In a new paper published this month, Apple researchers say they have developed new methods for training large language models using both texts. and visual information. According to Apple researchers, this is the way to get cutting-edge results.

As first noted by VentureBeat, the idea behind the study is to demonstrate “how carefully different types of training data and model architectures fit together.” can lead to superior performance in a range of artificial intelligence tests.”

The document was published last week and is called “MM1: Methods, Analysis & Results of pre-training in multimodal LLM.” Apple researchers explain this in the abstract of the paper:

In this paper, we discuss creating performant multimodal large language models (MLLMs). In particular, we study the importance of various architectural components and data selection. By carefully and comprehensively removing the image encoder, vision language connector, and various data selection options before training, we uncovered several important design lessons.

For example, we demonstrate that for large-scale multimodal pretraining, using a careful combination of image captions, image-text interleaving, and text-only data is critical to achieving the state-of-the-art. art (SOTA) multi-bench results compared to other published pre-training results.

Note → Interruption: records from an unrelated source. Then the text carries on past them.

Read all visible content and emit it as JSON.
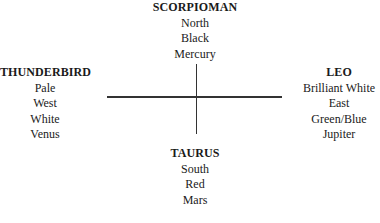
{
  "diagram": {
    "type": "cross-compass",
    "nodes": {
      "north": {
        "title": "SCORPIOMAN",
        "items": [
          "North",
          "Black",
          "Mercury"
        ]
      },
      "west": {
        "title": "THUNDERBIRD",
        "items": [
          "Pale",
          "West",
          "White",
          "Venus"
        ]
      },
      "east": {
        "title": "LEO",
        "items": [
          "Brilliant White",
          "East",
          "Green/Blue",
          "Jupiter"
        ]
      },
      "south": {
        "title": "TAURUS",
        "items": [
          "South",
          "Red",
          "Mars"
        ]
      }
    },
    "colors": {
      "text": "#1a1a1a",
      "lines": "#333333",
      "background": "#ffffff"
    }
  }
}
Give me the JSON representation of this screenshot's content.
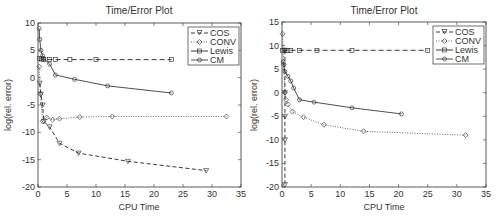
{
  "chart_data": [
    {
      "type": "line",
      "title": "Time/Error Plot",
      "xlabel": "CPU Time",
      "ylabel": "log(rel. error)",
      "xlim": [
        0,
        35
      ],
      "ylim": [
        -20,
        10
      ],
      "xticks": [
        0,
        5,
        10,
        15,
        20,
        25,
        30,
        35
      ],
      "yticks": [
        -20,
        -15,
        -10,
        -5,
        0,
        5,
        10
      ],
      "grid": false,
      "legend_position": "upper right",
      "series": [
        {
          "name": "COS",
          "style": "dashed",
          "marker": "triangle-down",
          "x": [
            0.3,
            0.5,
            0.8,
            1.0,
            2.0,
            3.7,
            7.0,
            15.5,
            29.0
          ],
          "y": [
            -1,
            -3,
            -5,
            -8,
            -9,
            -12,
            -13.8,
            -15.3,
            -17
          ]
        },
        {
          "name": "CONV",
          "style": "dotted",
          "marker": "diamond",
          "x": [
            0.2,
            0.4,
            0.8,
            1.5,
            2.5,
            3.7,
            7.2,
            12.8,
            32.5
          ],
          "y": [
            2,
            -3,
            -8,
            -7.3,
            -7.7,
            -7.5,
            -7.2,
            -7.1,
            -7.1
          ]
        },
        {
          "name": "Lewis",
          "style": "dashed",
          "marker": "square",
          "x": [
            0.3,
            0.6,
            1.0,
            2.0,
            3.0,
            5.5,
            10.0,
            23.0
          ],
          "y": [
            3.5,
            3.4,
            3.3,
            3.3,
            3.3,
            3.3,
            3.3,
            3.3
          ]
        },
        {
          "name": "CM",
          "style": "solid",
          "marker": "circle",
          "x": [
            0.2,
            0.3,
            0.5,
            0.8,
            1.0,
            2.0,
            3.0,
            6.3,
            12.0,
            23.0
          ],
          "y": [
            9,
            7,
            5,
            4,
            3.5,
            2.5,
            0.5,
            -0.3,
            -1.5,
            -2.8
          ]
        }
      ]
    },
    {
      "type": "line",
      "title": "Time/Error Plot",
      "xlabel": "CPU Time",
      "ylabel": "log(rel. error)",
      "xlim": [
        0,
        35
      ],
      "ylim": [
        -20,
        15
      ],
      "xticks": [
        0,
        5,
        10,
        15,
        20,
        25,
        30,
        35
      ],
      "yticks": [
        -20,
        -15,
        -10,
        -5,
        0,
        5,
        10,
        15
      ],
      "grid": false,
      "legend_position": "upper right",
      "series": [
        {
          "name": "COS",
          "style": "dashed",
          "marker": "triangle-down",
          "x": [
            0.5,
            0.5,
            0.5,
            0.5,
            0.5
          ],
          "y": [
            9,
            0,
            -5,
            -10,
            -19.5
          ]
        },
        {
          "name": "CONV",
          "style": "dotted",
          "marker": "diamond",
          "x": [
            0.1,
            0.3,
            0.5,
            0.7,
            1.0,
            1.8,
            3.7,
            7.2,
            14.0,
            31.5
          ],
          "y": [
            12.5,
            6,
            0,
            -1.5,
            -2.5,
            -4,
            -5.2,
            -6.8,
            -8.2,
            -9
          ]
        },
        {
          "name": "Lewis",
          "style": "dashed",
          "marker": "square",
          "x": [
            0.1,
            0.5,
            1.0,
            1.5,
            3.0,
            6.0,
            12.0,
            25.0
          ],
          "y": [
            9,
            9,
            9,
            9,
            9,
            9,
            9,
            9
          ]
        },
        {
          "name": "CM",
          "style": "solid",
          "marker": "circle",
          "x": [
            0.2,
            0.5,
            1.0,
            1.5,
            2.0,
            3.0,
            5.5,
            12.0,
            20.5
          ],
          "y": [
            6.5,
            4.5,
            3.5,
            2.5,
            1,
            -1.5,
            -2,
            -3.2,
            -4.5
          ]
        }
      ]
    }
  ],
  "plots": [
    {
      "title": "Time/Error Plot",
      "xlabel": "CPU Time",
      "ylabel": "log(rel. error)",
      "legend": [
        "COS",
        "CONV",
        "Lewis",
        "CM"
      ]
    },
    {
      "title": "Time/Error Plot",
      "xlabel": "CPU Time",
      "ylabel": "log(rel. error)",
      "legend": [
        "COS",
        "CONV",
        "Lewis",
        "CM"
      ]
    }
  ]
}
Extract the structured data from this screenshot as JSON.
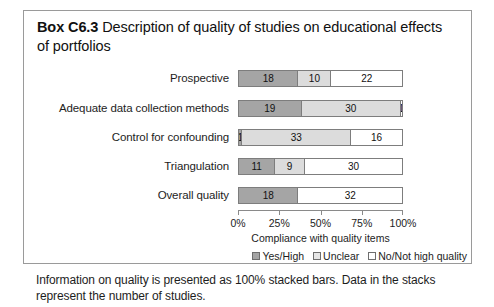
{
  "box": {
    "title_lead": "Box C6.3",
    "title_rest": " Description of quality of studies on educational effects of portfolios",
    "footnote": "Information on quality is presented as 100% stacked bars. Data in the stacks represent the number of studies."
  },
  "legend": {
    "items": [
      {
        "label": "Yes/High",
        "color": "#a5a5a5",
        "key": "yes"
      },
      {
        "label": "Unclear",
        "color": "#e6e6e6",
        "key": "unclear"
      },
      {
        "label": "No/Not high quality",
        "color": "#ffffff",
        "key": "no"
      }
    ]
  },
  "chart_data": {
    "type": "bar",
    "orientation": "horizontal",
    "stacked": true,
    "normalized": "100%",
    "title": "",
    "xlabel": "Compliance with quality items",
    "ylabel": "",
    "xlim": [
      0,
      100
    ],
    "xticks": [
      0,
      25,
      50,
      75,
      100
    ],
    "xticklabels": [
      "0%",
      "25%",
      "50%",
      "75%",
      "100%"
    ],
    "grid": false,
    "legend_position": "bottom-right",
    "categories": [
      "Prospective",
      "Adequate data collection methods",
      "Control for confounding",
      "Triangulation",
      "Overall quality"
    ],
    "series": [
      {
        "name": "Yes/High",
        "color": "#a5a5a5",
        "values": [
          18,
          19,
          1,
          11,
          18
        ]
      },
      {
        "name": "Unclear",
        "color": "#dcdcdc",
        "values": [
          10,
          30,
          33,
          9,
          0
        ]
      },
      {
        "name": "No/Not high quality",
        "color": "#ffffff",
        "values": [
          22,
          1,
          16,
          30,
          32
        ]
      }
    ],
    "rows": [
      {
        "category": "Prospective",
        "segments": [
          {
            "series": "Yes/High",
            "value": 18,
            "label": "18",
            "pct": 36.0
          },
          {
            "series": "Unclear",
            "value": 10,
            "label": "10",
            "pct": 20.0
          },
          {
            "series": "No/Not high quality",
            "value": 22,
            "label": "22",
            "pct": 44.0
          }
        ],
        "total": 50
      },
      {
        "category": "Adequate data collection methods",
        "segments": [
          {
            "series": "Yes/High",
            "value": 19,
            "label": "19",
            "pct": 38.0
          },
          {
            "series": "Unclear",
            "value": 30,
            "label": "30",
            "pct": 60.0
          },
          {
            "series": "No/Not high quality",
            "value": 1,
            "label": "1",
            "pct": 2.0
          }
        ],
        "total": 50
      },
      {
        "category": "Control for confounding",
        "segments": [
          {
            "series": "Yes/High",
            "value": 1,
            "label": "1",
            "pct": 2.0
          },
          {
            "series": "Unclear",
            "value": 33,
            "label": "33",
            "pct": 66.0
          },
          {
            "series": "No/Not high quality",
            "value": 16,
            "label": "16",
            "pct": 32.0
          }
        ],
        "total": 50
      },
      {
        "category": "Triangulation",
        "segments": [
          {
            "series": "Yes/High",
            "value": 11,
            "label": "11",
            "pct": 22.0
          },
          {
            "series": "Unclear",
            "value": 9,
            "label": "9",
            "pct": 18.0
          },
          {
            "series": "No/Not high quality",
            "value": 30,
            "label": "30",
            "pct": 60.0
          }
        ],
        "total": 50
      },
      {
        "category": "Overall quality",
        "segments": [
          {
            "series": "Yes/High",
            "value": 18,
            "label": "18",
            "pct": 36.0
          },
          {
            "series": "No/Not high quality",
            "value": 32,
            "label": "32",
            "pct": 64.0
          }
        ],
        "total": 50
      }
    ]
  }
}
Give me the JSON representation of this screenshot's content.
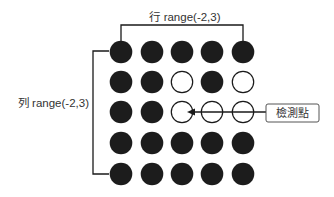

MM1 is described as a “family of multimodal models”; which are state-of-the-art and have “attractive properties such as enhanced contextual learning and multi-pattern reasoning to suggest chains of thought in multiple steps.”

The contextual learning capabilities of the MM1 model are particularly impressive:

MM1 can perform contextual predictions thanks to its large-scale multimodal pretraining. This allows MM1 to (a) count objects and follow custom formatting, (b) refer to parts of images and perform text recognition, (c) demonstrate common sense and verbal knowledge of everyday objects, and (d) perform basic mathematical functions. Images are from the COCO 2014 validation set.

The researchers conclude that this family of models “delivers competitive performance across a wide range of benchmarks while enabling reasoning using multiple images and hints with little number of steps.”

More details:

  • Apple AI work continues: editing photos using text commands
  • Apple Keyframer generates AI animation from a still image and a text tip.
  • New AI features in iOS 18: everything we know so far.